Clay Travis and Buck Sexton are stuck between Trump loyalty and moving on
After 45's third failed election as kingmaker, dead Rush's replacements are losing fans on both sides of the argument
Since Clay Travis and Buck Sexton teamed up in June of last year, the combination to their show’s messaging hasn’t exactly been rocket science.
Fauci is the worst bureaucrat in American history. Masks don’t work. Vaccines are bad (but don’t mention the President that oversaw their development.) Biden is old. Companies are woke. Global inflation is Democrats’ fault. Ron Johnson is on the show again. Crime is so bad that you’re literally going to be killed if you don’t vote Republican. Clay blurting out midterm predictions that turned out, impressively, to be nearly 100% wrong.
Since the Republicans blundered their opportunity to take back both the House and Senate in a historically favorable political climate, however, something has changed in their calculus. Sexton and Travis have begun to peel back their layers of unyielding Donald Trump fanaticism, if only for a few minutes at a time. They are fleeting, but there are moments where Clay seems to wildly suggest that there is a party and opportunity outside of the Trump orbit. Minutes later, however, Sexton will qualify it — “We’re talking about this out of love, because we do love the guy. He’s done so much for this country and very well might be the next President.”
This short, on-air exchange perfectly illustrates the difficult spot that this relatively young show — which is most certainly not the biggest in the country, as Travis repeatedly claims it is — has found itself.

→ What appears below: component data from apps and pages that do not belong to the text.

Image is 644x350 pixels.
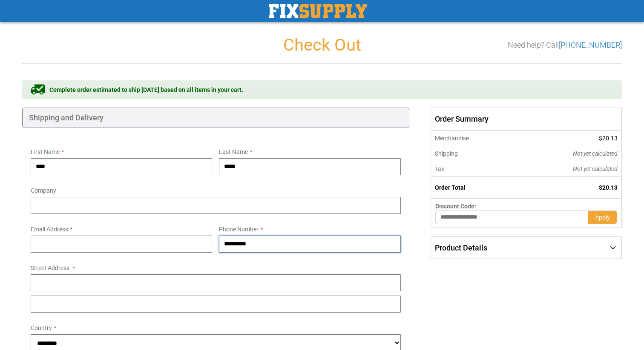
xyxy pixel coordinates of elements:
span: $20.13 [599,135,618,142]
th: Tax [431,161,516,177]
span: Not yet calculated [573,150,618,157]
img: Fix Industrial Supply [269,4,367,18]
span: Country [31,324,52,332]
div: Shipping and Delivery [22,108,409,128]
span: Discount Code: [435,203,476,210]
a: store logo [269,4,367,18]
h3: Need help? Call [508,41,622,49]
span: Street Address [31,264,70,271]
th: Merchandise [431,131,516,146]
span: Phone Number [219,226,259,233]
span: Email Address [31,226,68,233]
span: $20.13 [599,184,618,191]
h1: Check Out [22,36,622,54]
span: Order Summary [431,108,622,131]
span: Apply [595,214,610,221]
button: Apply [588,211,617,224]
span: Last Name [219,148,248,155]
a: [PHONE_NUMBER] [559,40,622,49]
span: Shipping [435,150,458,157]
span: First Name [31,148,60,155]
span: Product Details [435,243,487,252]
span: Company [31,187,56,194]
span: Complete order estimated to ship [DATE] based on all items in your cart. [50,86,243,94]
strong: Order Total [435,184,465,191]
span: Not yet calculated [573,166,618,172]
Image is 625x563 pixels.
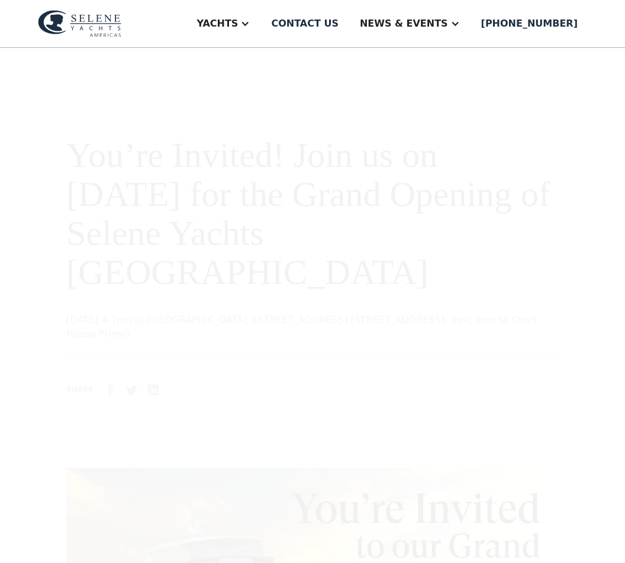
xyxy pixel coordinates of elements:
[481,17,577,31] div: [PHONE_NUMBER]
[146,383,160,397] img: Linkedin
[125,383,139,397] img: Twitter
[104,383,118,397] img: facebook
[66,135,558,292] h1: You’re Invited! Join us on [DATE] for the Grand Opening of Selene Yachts [GEOGRAPHIC_DATA]
[271,17,338,31] div: Contact us
[196,17,238,31] div: Yachts
[38,10,121,37] img: logo
[360,17,448,31] div: News & EVENTS
[66,384,93,395] div: SHARE
[66,313,558,341] p: [DATE] 4-7pm @ [GEOGRAPHIC_DATA] ([STREET_ADDRESS] [STREET_ADDRESS], next door to Chart House Prime)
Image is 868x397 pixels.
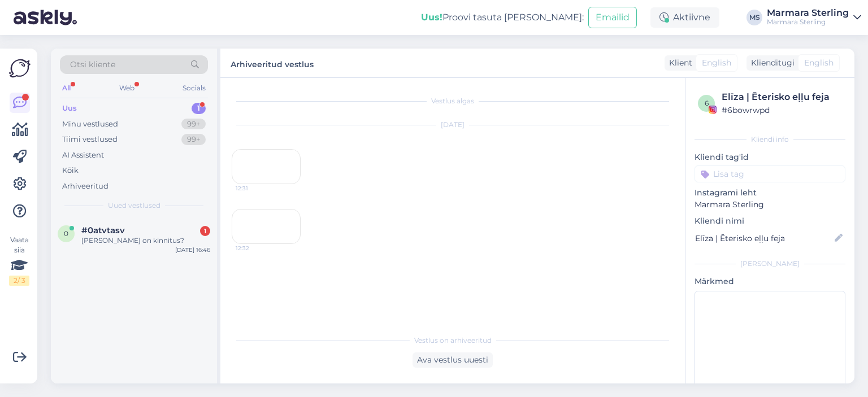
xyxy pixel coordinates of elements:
[64,230,68,238] span: 0
[695,259,845,269] div: [PERSON_NAME]
[60,81,73,95] div: All
[62,119,118,130] div: Minu vestlused
[192,103,205,114] div: 1
[70,59,115,70] span: Otsi kliente
[62,150,104,161] div: AI Assistent
[767,17,849,27] div: Marmara Sterling
[695,199,845,211] p: Marmara Sterling
[695,215,845,227] p: Kliendi nimi
[767,8,861,27] a: Marmara SterlingMarmara Sterling
[236,184,278,193] span: 12:31
[117,81,137,95] div: Web
[181,134,205,145] div: 99+
[232,96,673,106] div: Vestlus algas
[414,336,492,346] span: Vestlus on arhiveeritud
[9,235,30,286] div: Vaata siia
[695,187,845,199] p: Instagrami leht
[200,226,210,236] div: 1
[704,99,708,107] span: 6
[175,246,210,254] div: [DATE] 16:46
[62,134,117,145] div: Tiimi vestlused
[695,276,845,287] p: Märkmed
[695,166,845,183] input: Lisa tag
[695,151,845,163] p: Kliendi tag'id
[767,8,849,17] div: Marmara Sterling
[181,119,205,130] div: 99+
[804,57,833,69] span: English
[81,236,210,246] div: [PERSON_NAME] on kinnitus?
[664,57,692,69] div: Klient
[9,58,31,79] img: Askly Logo
[588,7,637,28] button: Emailid
[413,352,493,368] div: Ava vestlus uuesti
[746,10,762,25] div: MS
[421,11,584,24] div: Proovi tasuta [PERSON_NAME]:
[695,232,832,245] input: Lisa nimi
[695,134,845,145] div: Kliendi info
[232,120,673,130] div: [DATE]
[722,90,841,104] div: Elīza | Ēterisko eļļu feja
[236,244,278,252] span: 12:32
[180,81,208,95] div: Socials
[650,7,719,28] div: Aktiivne
[9,276,30,286] div: 2 / 3
[62,103,77,114] div: Uus
[702,57,731,69] span: English
[231,55,314,70] label: Arhiveeritud vestlus
[62,181,108,192] div: Arhiveeritud
[746,57,795,69] div: Klienditugi
[108,201,160,211] span: Uued vestlused
[722,104,841,116] div: # 6bowrwpd
[421,12,442,23] b: Uus!
[81,225,125,236] span: #0atvtasv
[62,165,78,177] div: Kõik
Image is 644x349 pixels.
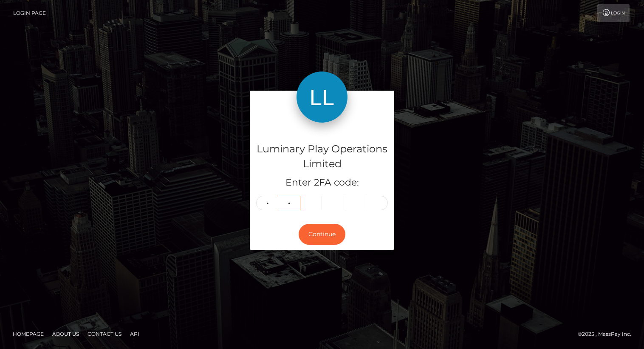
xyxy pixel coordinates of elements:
a: Homepage [9,327,47,340]
img: Luminary Play Operations Limited [296,71,348,123]
div: © 2025 , MassPay Inc. [578,329,638,339]
a: Login [597,4,630,22]
a: Contact Us [84,327,125,340]
a: API [127,327,143,340]
button: Continue [299,224,345,244]
h4: Luminary Play Operations Limited [256,142,388,172]
h5: Enter 2FA code: [256,176,388,189]
a: About Us [49,327,83,340]
a: Login Page [13,4,46,22]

The majority of dead Rush Limbaugh’s former listeners who have stuck with the new format are staunch Trump supporters, and have spent the last month voicing their displeasure with Clay and Buck even questioning their leader’s grip on the party:
There is also no question how much Trump has done for the hosts’ careers, individually and as a pair. Buck Sexton can’t go a week without talking about how he met with Trump about lockdowns in the Oval Office, and Clay Travis’ rise to lead GOP grifter on Fox News was no doubt fueled in part by Trump’s retweets, Outkick the Coverage radio interviews, and the MAGA social media movement at-large.
On the other end of the equation, the pressure for GOP propaganda programming like the Clay and Buck Show to move on from Trump is building. Fox News has begun to tone down its coverage of his rallies and Truth Social rants, party leaders are stirring after another disastrous electoral outcome, and to the extent that there are sane, reality-based Republicans left — they are pushing for a move to a new standard-bearer.

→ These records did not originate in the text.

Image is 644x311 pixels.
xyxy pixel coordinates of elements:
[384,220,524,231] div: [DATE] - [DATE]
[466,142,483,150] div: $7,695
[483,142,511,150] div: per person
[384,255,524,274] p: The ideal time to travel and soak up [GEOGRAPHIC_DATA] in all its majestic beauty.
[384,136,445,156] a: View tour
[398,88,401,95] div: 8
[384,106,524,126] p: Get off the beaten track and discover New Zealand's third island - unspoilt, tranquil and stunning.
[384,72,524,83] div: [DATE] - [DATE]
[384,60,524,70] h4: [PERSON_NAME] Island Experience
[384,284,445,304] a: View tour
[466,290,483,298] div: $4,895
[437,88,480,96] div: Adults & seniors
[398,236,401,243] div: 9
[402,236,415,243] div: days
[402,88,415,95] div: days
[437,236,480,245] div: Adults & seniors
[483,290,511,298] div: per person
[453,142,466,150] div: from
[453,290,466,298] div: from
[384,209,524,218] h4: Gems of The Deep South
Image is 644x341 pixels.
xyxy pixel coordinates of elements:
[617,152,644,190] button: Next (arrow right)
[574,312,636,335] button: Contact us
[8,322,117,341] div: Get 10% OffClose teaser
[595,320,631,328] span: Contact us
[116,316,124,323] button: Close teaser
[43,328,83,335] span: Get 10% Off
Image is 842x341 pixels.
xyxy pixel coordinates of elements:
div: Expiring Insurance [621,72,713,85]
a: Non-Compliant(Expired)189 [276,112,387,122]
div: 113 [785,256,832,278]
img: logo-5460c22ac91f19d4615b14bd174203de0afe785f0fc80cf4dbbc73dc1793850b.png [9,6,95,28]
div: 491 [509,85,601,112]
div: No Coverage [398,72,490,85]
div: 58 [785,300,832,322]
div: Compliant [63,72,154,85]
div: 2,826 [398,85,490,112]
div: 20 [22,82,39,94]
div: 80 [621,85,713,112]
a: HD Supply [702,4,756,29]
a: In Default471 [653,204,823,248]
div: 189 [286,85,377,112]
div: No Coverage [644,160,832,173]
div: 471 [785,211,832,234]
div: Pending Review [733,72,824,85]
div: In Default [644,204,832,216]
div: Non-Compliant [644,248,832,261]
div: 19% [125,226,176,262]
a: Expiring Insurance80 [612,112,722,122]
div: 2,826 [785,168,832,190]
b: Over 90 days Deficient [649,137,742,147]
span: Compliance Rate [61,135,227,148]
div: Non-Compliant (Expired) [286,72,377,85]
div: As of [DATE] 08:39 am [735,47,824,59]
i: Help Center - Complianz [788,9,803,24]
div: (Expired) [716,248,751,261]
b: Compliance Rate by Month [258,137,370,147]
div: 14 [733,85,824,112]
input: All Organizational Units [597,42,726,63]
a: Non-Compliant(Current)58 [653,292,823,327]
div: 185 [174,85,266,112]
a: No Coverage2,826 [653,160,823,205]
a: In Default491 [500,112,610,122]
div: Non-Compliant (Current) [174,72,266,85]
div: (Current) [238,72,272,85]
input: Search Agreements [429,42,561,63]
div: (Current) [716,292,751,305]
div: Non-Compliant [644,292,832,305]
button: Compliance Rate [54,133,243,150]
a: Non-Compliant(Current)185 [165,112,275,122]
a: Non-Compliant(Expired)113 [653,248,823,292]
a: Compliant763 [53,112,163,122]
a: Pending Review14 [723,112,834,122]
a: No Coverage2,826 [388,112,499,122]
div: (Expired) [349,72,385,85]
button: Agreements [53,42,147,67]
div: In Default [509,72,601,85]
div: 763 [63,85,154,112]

This all leaves Travis and Sexton in a tough spot. Will they betray the majority of their already-shrinking, Trump-loving listener base that Rush left behind? Do they dare go against the will of the GOP establishment that has propelled them to the ‘golden microphones’ in the first place?
Time will tell, and there is plenty of time for them to walk the tightrope ahead of the 2024 primary and general election seasons, but a true reckoning is coming.
It’s just not the one that Clay Travis and Buck Sexton had hoped they would see.